There Is Always An Angle

There are companies that have been in business for hundreds of years and there are companies that have been in business for longer than America has been a country, or for longer than trains have existed. If you were to take a pessimistic view of those businesses, you’d think “how could they still be in business, and how could anyone create a competing business?”

There is always a new angle to target. There are new markets opening all the time, there are new ways that people get into a target market and the interest in target markets grows and falls over time.

Five years ago, there weren’t any people interested in fidget spinners. They are a new craze, but in essence all they are is a cheap, plastic kid’s toy. Now, God only knows the market for kid’s toys is saturated. Yet you got a simple design, simple manufacture and so multiple companies have sprung up overnight to take advantage of that.

Five years ago there weren’t any “digital native” kids buying products online. Now there are. There are children who will soon be adults who are part of this new generation that have grown up without ever knowing the world without social media and the Internet general.

That generation requires a whole different set of marketing, and is a whole different niche, to say, the seventy-year-old’s who are using the Internet for first time in their lives today. Both of those are huge new target markets, and both of them are interacting with the commerce marketplace in ways we’ve never seen before.

What Does That Mean For Your Business?

There’s no excuse for not finding a unique angle. It doesn’t matter what you are selling, who you are targeting, the angle is probably obvious and staring you in the face.

Even something completely saturated like WordPress themes for twenty-five-year-old men who want to start e-commerce businesses has new angles available to you every day.

Something as simple as a WordPress update means that there are new features which have never been explored before. Something as simple as a new interface with a plug-in can mean your site looks and works entirely differently.
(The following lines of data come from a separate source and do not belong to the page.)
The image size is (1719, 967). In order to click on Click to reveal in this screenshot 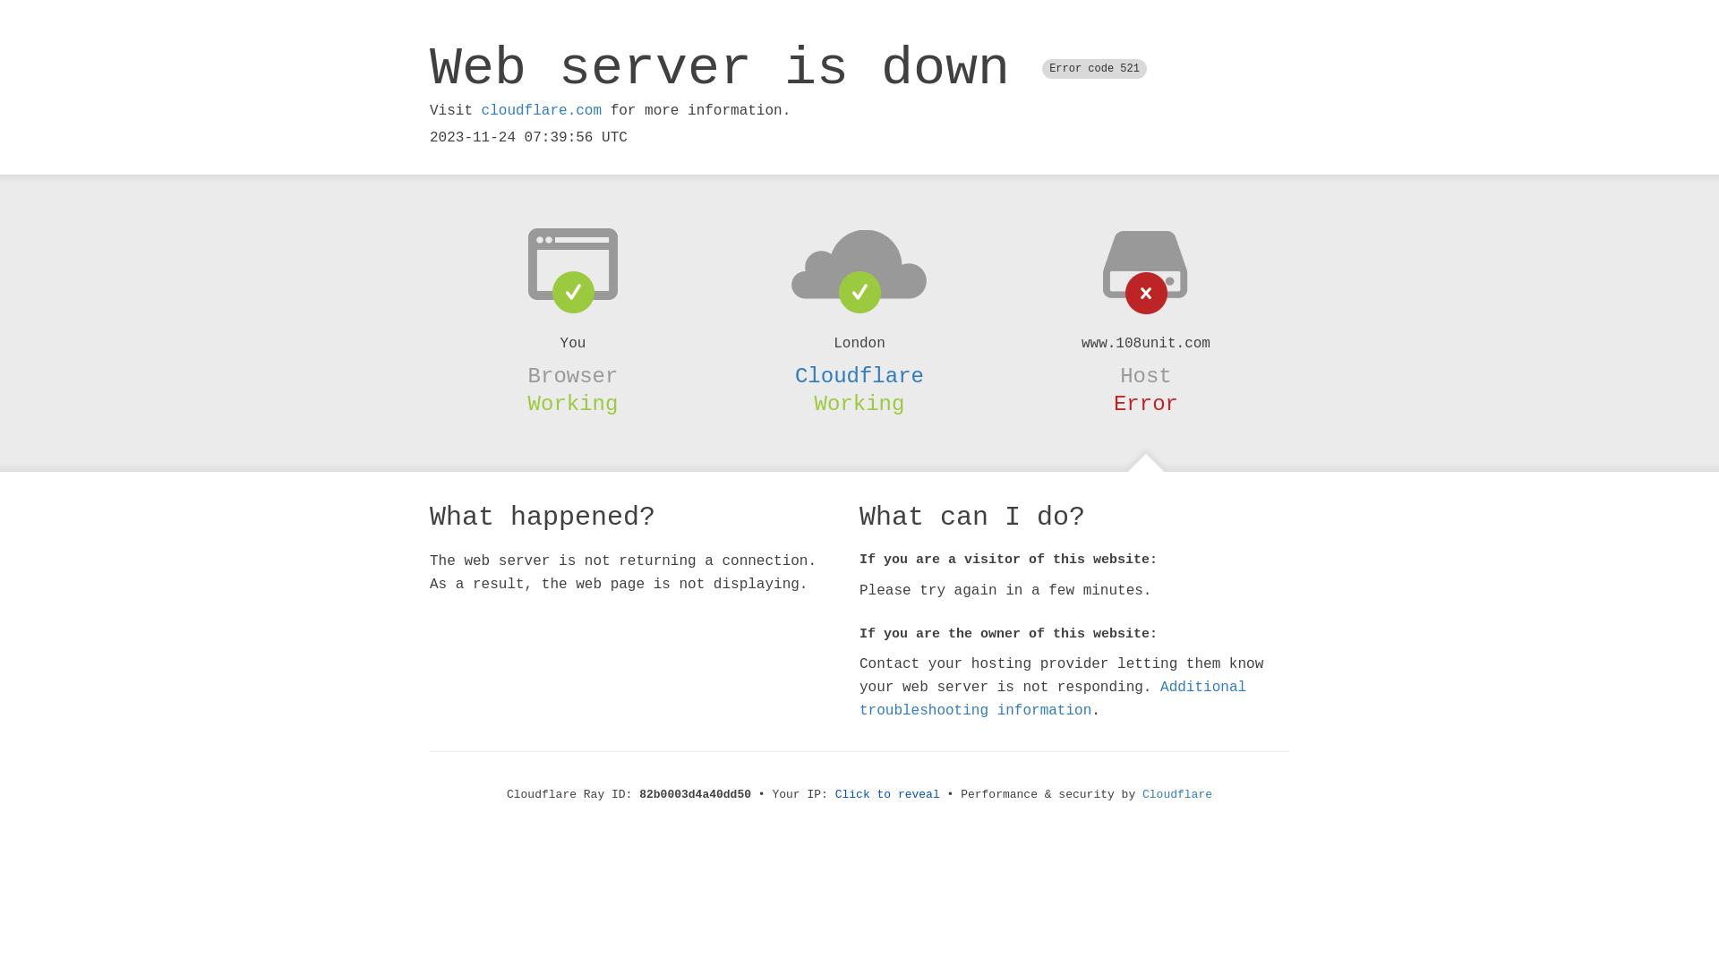, I will do `click(888, 795)`.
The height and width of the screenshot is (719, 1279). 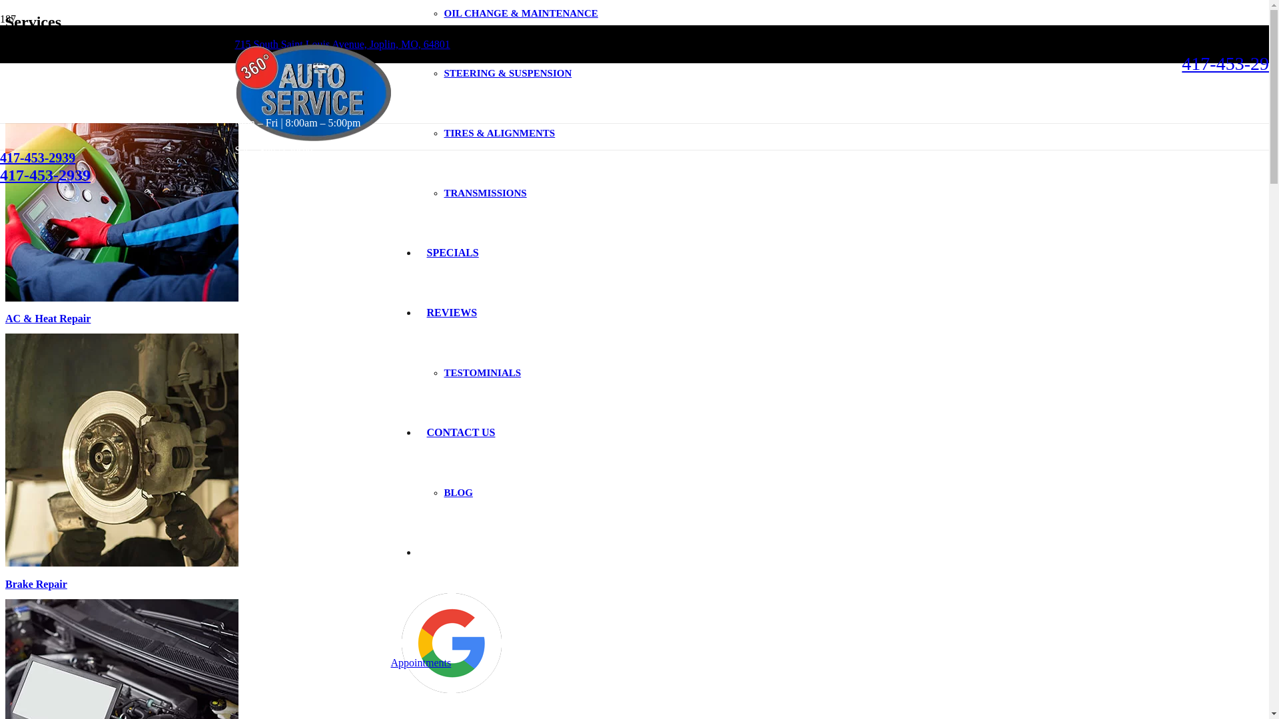 I want to click on SPECIALS, so click(x=452, y=253).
I wrote a while ago about Amazon Web services which is a completely disruptive technology. Very few people are ahead of the game on that one, but it has the potential to erase hosting costs, integrate videos for webinars or video blogging, make email marketing costs next to non-existent and many other things besides. These are just examples I’m coming up with from the top of my head. If you dig deeper, or go in to a particular market, then the angles are obvious.

Final Thoughts

You should not be thinking “my business is the same as all the others!” because that is lazy and you are going to fail. Instead, and this is a two-step solution, what you need to do is think:

·         Who am I and what am I doing differently?

·         What are the newest opportunities in my niche that nobody is exploring?

Those two things are going to provide you with more angles than you could ever target. If you can’t think of enough angles to target, then you need to research more, because they are there.

Even for angles that aren’t unique, you are unique. How you deal with the changes in your business market will be different to how anyone else would adapt to changes.

For instance, I’ve given you the example of Amazon Web Services. If I were running a web design business, I could look at the AWS page and think of ways that the services could help my business. If I were to ask another web designer, he’d probably think of different uses of technology, or a different concerned with the technology.

So creating a unique angle is about what your business does differently, and finding the obvious.

 

So, to finally summarise, your ability to brand around unique angles is dependent on two things:

·         Firstly, it’s about finding the obvious. What are the key issues for your niche, and how are they changing over time?

·         The second part is thinking about you or your business, and how you deal and adapt with those changes.

That should erase all of your targeting problems.